Reading the book, which was written by Pulitzer Prize winners Nicholas D. Kristof and Sheryl WuDunn, triggered Keels’ desire to make a difference. “It felt like a light came on that helped me see and decide that, at this time, volunteering to fight against human trafficking is my top priority.”

“I was dismayed to learn how far reaching and severe these problems are,” said Keels, who added the United Nations estimates that more than a million people are trafficked annually, the majority for sexual exploitation.

Keels said that ECU courses in multivariate statistics and qualitative analysis provided the skills she will need in her volunteer role. Her duties in India run parallel with the duties she performed as research assistant at ECU’s Community Research Lab, which conducts both in-house and community outreach surveys. At the research lab, Keel supervised a team of interviewers for a telephone survey research lab.

Keels is a member of the sociology honor society at ECU and the first college graduate from in her family.

“My academic career has prepared me for understanding the cultural and structural dynamics of the issues that entrap individuals in the cycle of sex trafficking,” she said.

Dr. Rebecca S. Powers is associate professor in the Department of Sociology and co-director of the Community Research Lab and is confident Keels is ready for the challenge. “I know firsthand that Megan is intellectually, physically and emotional well prepared to undertake this project,” said Powers.  “She has the skills that they need – a researcher to collect the data. That’s what she’s really good at.”
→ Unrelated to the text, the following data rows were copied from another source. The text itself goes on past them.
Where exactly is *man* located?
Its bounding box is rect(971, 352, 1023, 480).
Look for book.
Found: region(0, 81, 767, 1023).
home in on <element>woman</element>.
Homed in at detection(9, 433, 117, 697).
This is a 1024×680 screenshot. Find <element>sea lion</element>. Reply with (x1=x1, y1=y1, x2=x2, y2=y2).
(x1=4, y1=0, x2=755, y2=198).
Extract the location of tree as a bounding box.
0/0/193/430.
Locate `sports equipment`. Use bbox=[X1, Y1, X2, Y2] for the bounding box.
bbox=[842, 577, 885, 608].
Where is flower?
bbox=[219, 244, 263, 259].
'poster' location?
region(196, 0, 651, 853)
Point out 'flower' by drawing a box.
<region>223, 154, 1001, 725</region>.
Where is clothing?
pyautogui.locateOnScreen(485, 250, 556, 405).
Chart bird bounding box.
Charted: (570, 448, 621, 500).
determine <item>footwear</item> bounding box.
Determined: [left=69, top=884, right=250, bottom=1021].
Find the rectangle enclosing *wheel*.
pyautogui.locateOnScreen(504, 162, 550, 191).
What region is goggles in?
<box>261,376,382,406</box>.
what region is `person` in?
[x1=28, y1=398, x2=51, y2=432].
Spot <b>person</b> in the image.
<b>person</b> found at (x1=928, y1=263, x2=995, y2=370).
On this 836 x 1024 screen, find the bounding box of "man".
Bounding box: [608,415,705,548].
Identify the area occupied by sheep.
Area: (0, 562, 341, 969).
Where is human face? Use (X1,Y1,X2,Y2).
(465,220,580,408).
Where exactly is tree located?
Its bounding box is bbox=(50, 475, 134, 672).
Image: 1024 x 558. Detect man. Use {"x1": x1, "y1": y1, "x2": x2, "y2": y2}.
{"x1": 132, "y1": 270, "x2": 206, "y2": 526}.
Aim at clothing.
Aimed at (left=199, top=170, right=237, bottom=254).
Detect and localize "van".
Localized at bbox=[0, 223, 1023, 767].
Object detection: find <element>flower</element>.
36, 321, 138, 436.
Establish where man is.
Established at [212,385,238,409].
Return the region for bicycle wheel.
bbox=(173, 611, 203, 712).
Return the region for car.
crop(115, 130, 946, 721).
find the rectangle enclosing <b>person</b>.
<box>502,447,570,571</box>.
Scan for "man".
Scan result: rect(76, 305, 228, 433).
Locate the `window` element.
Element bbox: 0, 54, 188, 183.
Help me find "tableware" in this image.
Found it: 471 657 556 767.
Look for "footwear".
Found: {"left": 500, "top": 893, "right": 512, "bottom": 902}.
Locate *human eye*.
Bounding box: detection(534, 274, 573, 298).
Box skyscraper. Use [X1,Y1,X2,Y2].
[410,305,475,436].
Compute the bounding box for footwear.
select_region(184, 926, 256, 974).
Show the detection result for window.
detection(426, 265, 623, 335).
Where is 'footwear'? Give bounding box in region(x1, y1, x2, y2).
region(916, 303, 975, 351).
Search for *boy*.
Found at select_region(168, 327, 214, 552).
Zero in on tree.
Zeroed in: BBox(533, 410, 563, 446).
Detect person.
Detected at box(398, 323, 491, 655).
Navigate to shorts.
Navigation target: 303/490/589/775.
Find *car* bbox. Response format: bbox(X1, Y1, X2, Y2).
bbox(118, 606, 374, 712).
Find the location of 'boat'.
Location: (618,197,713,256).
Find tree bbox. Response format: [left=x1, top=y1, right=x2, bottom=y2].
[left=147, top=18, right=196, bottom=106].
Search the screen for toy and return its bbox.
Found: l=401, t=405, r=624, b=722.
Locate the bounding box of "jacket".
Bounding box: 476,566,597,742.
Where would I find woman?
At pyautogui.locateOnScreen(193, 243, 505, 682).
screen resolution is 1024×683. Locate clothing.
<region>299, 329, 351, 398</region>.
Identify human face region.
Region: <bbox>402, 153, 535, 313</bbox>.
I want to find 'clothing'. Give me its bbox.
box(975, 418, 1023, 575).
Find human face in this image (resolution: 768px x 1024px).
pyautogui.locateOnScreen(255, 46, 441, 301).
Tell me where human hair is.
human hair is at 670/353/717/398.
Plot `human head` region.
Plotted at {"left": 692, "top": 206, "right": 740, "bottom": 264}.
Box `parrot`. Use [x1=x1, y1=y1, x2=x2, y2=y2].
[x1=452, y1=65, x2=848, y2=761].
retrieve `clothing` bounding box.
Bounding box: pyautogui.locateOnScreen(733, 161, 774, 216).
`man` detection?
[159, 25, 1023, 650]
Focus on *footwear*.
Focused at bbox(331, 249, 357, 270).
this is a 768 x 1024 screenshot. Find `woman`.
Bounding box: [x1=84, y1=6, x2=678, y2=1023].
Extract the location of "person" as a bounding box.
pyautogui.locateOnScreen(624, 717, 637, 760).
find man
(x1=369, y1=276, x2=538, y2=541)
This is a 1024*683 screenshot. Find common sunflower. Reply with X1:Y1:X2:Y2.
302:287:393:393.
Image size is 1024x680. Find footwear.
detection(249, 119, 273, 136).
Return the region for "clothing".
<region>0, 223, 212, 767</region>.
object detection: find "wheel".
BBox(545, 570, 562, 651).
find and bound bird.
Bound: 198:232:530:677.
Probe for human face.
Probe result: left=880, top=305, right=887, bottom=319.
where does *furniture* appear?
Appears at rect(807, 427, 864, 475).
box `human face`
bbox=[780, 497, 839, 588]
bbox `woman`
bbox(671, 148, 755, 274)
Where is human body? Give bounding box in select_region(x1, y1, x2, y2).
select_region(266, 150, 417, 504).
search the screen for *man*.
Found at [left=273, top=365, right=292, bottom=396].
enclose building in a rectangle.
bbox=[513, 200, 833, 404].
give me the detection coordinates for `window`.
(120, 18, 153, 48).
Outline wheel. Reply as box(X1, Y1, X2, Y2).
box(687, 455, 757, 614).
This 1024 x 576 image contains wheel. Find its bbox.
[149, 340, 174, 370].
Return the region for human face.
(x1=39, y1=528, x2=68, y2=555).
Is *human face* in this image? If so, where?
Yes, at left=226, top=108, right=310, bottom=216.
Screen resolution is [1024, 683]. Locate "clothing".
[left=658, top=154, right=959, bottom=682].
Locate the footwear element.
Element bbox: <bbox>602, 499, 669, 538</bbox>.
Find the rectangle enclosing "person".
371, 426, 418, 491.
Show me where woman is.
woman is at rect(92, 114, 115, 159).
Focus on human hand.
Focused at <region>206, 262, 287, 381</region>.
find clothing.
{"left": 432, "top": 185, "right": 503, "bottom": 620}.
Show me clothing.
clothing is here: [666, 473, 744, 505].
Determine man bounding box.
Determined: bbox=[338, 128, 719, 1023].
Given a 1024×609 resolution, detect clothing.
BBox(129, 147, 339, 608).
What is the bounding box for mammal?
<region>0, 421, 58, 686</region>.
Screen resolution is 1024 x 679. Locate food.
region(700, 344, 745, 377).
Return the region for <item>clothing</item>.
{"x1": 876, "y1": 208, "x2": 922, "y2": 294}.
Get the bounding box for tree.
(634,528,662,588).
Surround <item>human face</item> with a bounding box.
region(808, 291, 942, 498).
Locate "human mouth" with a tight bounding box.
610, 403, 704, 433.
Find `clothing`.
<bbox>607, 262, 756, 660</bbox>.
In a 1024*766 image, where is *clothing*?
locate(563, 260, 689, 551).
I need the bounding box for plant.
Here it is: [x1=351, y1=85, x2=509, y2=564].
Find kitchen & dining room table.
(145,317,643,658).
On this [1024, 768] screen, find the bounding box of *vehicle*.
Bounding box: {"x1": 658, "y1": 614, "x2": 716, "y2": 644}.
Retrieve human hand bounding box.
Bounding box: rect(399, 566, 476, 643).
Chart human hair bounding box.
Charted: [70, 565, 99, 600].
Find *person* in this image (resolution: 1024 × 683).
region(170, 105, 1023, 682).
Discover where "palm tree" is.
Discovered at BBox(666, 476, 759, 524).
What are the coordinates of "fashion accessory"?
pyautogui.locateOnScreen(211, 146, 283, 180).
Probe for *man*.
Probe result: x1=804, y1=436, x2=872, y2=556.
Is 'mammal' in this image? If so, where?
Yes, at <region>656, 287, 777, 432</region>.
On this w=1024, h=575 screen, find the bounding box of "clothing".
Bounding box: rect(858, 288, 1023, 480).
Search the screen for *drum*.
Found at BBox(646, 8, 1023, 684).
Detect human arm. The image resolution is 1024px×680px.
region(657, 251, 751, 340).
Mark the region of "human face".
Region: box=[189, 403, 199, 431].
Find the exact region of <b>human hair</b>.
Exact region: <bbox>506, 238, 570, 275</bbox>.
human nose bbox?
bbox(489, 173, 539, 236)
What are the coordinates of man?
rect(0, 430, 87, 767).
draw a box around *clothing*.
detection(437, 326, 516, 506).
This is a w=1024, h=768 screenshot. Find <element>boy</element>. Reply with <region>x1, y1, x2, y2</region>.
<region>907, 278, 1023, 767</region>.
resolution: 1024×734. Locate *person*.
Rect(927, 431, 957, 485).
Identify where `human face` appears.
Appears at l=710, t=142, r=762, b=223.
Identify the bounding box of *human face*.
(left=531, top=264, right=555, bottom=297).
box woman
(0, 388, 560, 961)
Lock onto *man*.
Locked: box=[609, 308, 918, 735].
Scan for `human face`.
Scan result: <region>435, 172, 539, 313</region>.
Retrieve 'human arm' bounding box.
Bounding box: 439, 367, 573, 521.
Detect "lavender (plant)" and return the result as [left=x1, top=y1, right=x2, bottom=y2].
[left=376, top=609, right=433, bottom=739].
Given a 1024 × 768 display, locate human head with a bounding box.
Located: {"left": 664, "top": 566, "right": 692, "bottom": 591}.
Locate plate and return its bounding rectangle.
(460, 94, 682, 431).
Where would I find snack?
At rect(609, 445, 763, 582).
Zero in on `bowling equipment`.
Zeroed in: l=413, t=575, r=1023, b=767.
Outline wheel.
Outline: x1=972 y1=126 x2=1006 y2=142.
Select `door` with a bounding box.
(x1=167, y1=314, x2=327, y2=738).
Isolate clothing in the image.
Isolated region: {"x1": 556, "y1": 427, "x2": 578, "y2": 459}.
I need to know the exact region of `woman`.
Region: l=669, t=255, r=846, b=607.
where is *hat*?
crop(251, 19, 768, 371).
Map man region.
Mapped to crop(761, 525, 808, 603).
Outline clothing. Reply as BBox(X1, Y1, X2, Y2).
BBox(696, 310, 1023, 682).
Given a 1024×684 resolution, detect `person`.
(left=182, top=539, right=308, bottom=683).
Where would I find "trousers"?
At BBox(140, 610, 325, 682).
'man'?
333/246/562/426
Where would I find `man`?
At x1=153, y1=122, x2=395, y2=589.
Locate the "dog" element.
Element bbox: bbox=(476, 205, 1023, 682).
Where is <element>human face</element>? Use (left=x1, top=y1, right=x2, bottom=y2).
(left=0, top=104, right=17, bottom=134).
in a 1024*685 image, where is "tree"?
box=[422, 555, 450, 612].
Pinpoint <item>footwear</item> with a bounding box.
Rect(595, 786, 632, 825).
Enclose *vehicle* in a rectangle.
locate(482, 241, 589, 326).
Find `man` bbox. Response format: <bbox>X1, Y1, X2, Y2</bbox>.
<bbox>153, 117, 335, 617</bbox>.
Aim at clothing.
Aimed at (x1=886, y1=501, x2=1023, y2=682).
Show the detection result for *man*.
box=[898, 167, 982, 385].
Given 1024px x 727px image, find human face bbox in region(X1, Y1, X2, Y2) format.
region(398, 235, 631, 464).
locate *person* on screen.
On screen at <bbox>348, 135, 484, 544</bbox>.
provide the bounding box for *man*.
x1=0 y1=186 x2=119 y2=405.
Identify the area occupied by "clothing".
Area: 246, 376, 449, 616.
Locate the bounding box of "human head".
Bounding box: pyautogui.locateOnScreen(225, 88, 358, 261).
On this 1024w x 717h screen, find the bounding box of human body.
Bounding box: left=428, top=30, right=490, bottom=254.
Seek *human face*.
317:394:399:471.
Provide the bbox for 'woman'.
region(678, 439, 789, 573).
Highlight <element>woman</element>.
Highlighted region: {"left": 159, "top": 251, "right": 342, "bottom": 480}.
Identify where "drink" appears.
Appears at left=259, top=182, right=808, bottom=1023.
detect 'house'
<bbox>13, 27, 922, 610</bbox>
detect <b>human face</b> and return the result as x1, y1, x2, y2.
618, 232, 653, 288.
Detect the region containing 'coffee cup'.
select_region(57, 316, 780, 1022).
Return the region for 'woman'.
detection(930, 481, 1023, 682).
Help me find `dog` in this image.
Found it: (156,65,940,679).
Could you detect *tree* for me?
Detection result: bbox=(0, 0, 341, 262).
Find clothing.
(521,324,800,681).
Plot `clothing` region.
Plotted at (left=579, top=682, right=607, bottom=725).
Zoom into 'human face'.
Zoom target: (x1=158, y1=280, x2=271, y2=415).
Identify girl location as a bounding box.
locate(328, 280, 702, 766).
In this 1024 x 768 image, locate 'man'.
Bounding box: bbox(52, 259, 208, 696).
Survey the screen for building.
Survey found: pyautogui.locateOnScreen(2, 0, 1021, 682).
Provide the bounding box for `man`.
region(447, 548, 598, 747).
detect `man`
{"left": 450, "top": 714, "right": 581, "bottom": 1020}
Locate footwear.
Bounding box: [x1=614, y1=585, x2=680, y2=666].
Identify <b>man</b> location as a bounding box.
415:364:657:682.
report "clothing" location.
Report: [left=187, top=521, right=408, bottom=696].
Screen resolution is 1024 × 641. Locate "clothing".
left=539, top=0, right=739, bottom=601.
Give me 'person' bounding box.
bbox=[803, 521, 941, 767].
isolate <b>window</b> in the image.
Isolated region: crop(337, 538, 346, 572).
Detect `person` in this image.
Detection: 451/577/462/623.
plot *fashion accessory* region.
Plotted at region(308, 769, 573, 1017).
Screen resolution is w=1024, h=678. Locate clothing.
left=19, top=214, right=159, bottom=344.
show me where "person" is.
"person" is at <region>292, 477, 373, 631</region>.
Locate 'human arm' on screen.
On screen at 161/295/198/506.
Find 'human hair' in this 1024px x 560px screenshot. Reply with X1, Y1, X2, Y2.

“Here’s a person who is not only capable, but also willing, to the extent that she is prepared to take on personal debt to do it,” Powers said.  “I have complete confidence in her ability to succeed with this project.” 

Keels needs financial support for her undertaking. Apne Aap is non-profit, so it will not provide pay and housing. She is trying to raise $10,000 for her expenses through donations to her web site,http://www.sendmegantoindia.com. By mid-August, she has reached 20 percent of her goal.

“I am looking forward to being able to use the skills and tools that I’ve acquired to activate social change, and I am especially excited that I will get to put these skills to use in a country foreign to me,” said Keels.

“I am passionate about human rights and gender equality, and this project thrives at the heart of these two goals. Gender inequality is a worldwide problem and human trafficking is not only an issue in developing countries, it is universal.”